Thinking pneumatologically about the entrepreneurial can help illuminate both the role of risk and the disruption-oriented powers of entrepreneurship, including dissatisfaction with conventional wisdom or usual thinking on how resources are seen and realized.
I am reminded of what my pastor, Alan Scott, likes to say: “The entrepreneurial [in whatever industry or profession] are founders of a future.” And, why not, especially if the Holy Spirit offers foretastes of “first things” yet to come!
Indeed, thinking pneumatologically about the entrepreneurial often invites us to think eschatologically about how the kingdom of God advances a new order and freedom in the world. The implications for entrepreneurship would seem profound.
For example, imagine:
- How might the ethos and atmosphere of the kingdom of God be intelligently designed for fostering an ecology for entrepreneurial activity?
- How is the Holy Spirit an eschatological catalyst for a reforming and renewing change in various industries and professions? Could it be that the Holy Spirit likes to stir-up a receptive and responsive longing for the “still more” that has yet to be realized in an industry or profession?
- In what sense might dynamics of the entrepreneurial tap into tensions of the “already here, yet not fully realized” dynamism of the kingdom of God?
Thinking eschatologically about entrepreneurship within the kingdom of God can cultivate an atmosphere of longing and expectation for creative “first things” in our midst; not just among a congregation, but throughout the kingdom of God’s work across industries and professions.
If we do not learn to think theologically about entrepreneurship, other frameworks and scripts will surely seek to define that reality. Such frameworks and scripts are often on loan to us from other sectors in society, rather than enriched by the deep resources of theological thinking.
If God reigns over the entrepreneurial, then shouldn’t our thinking at least attempt to “catch up” to what is already in his heart and mind? Hence, theology’s work of faith seeking understanding.
The traditional “theological virtues” – faith, hope, and love – can also provide a framework for describing some of the character of entrepreneurial work. For example, by faith, that which is entrepreneurial has a willingness to risk on what is unperceived yet hoped-for as a desired future, even if not initially seen by others. In hope, the entrepreneurial is oriented toward the yet to be, a carrier of the “still more.” It often has a dissatisfaction with status-quo thinking about what is possible, doable or needed. In love, the entrepreneurial sees and acts from a posture of willingness to bring about goods for others as a way of contributing value. Indeed, what if the ultimate destiny of the entrepreneurial is for more than achieving competitive advantage, even as entrepreneurs work within environments that are competitive?

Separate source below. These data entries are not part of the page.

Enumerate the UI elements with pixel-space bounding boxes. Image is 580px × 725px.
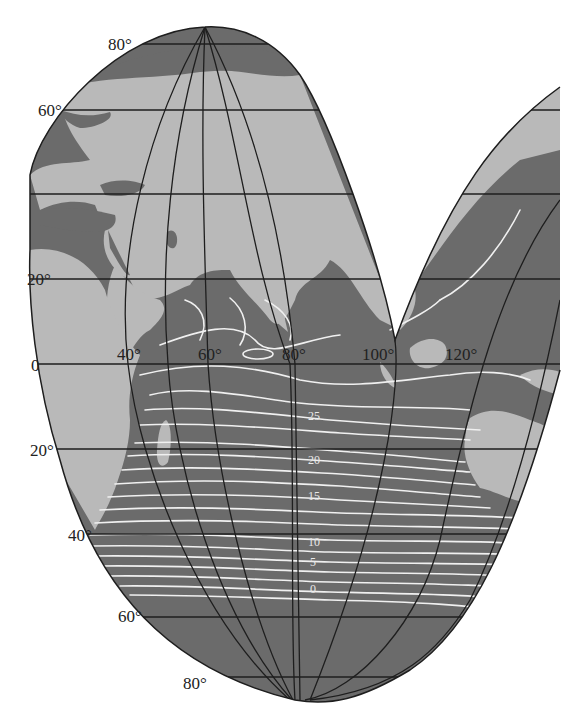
lon-label-120: 120° [445, 345, 477, 364]
lat-label-0: 0 [31, 356, 40, 375]
lat-label-80n: 80° [108, 35, 132, 54]
lat-label-40s: 40° [68, 526, 92, 545]
lon-label-60: 60° [198, 345, 222, 364]
lat-label-60s: 60° [118, 607, 142, 626]
lon-label-100: 100° [362, 345, 394, 364]
indian-ocean-isotherm-map: 80° 60° 20° 0 20° 40° 60° 80° 40° 60° 80… [0, 0, 580, 725]
isotherm-label-10: 10 [308, 535, 320, 549]
lat-label-80s: 80° [183, 674, 207, 693]
lat-label-20n: 20° [27, 270, 51, 289]
isotherm-label-25: 25 [308, 409, 320, 423]
isotherm-label-15: 15 [308, 489, 320, 503]
isotherm-label-20: 20 [308, 453, 320, 467]
lon-label-80: 80° [282, 345, 306, 364]
lat-label-20s: 20° [30, 441, 54, 460]
isotherm-label-0: 0 [310, 582, 316, 596]
isotherm-label-5: 5 [310, 555, 316, 569]
lon-label-40: 40° [117, 345, 141, 364]
lat-label-60n: 60° [38, 101, 62, 120]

Theological imagination is relevant for thinking about entrepreneurship and seeking to understand its reality in light of other disciplines of knowledge and wisdom. Pastors and theological educators are indispensable stakeholders within these discussions. May they inspire a “new sound” in the earth about entrepreneurship, a psalm before God, a story that even rewrites the destiny of entrepreneurs among the nations!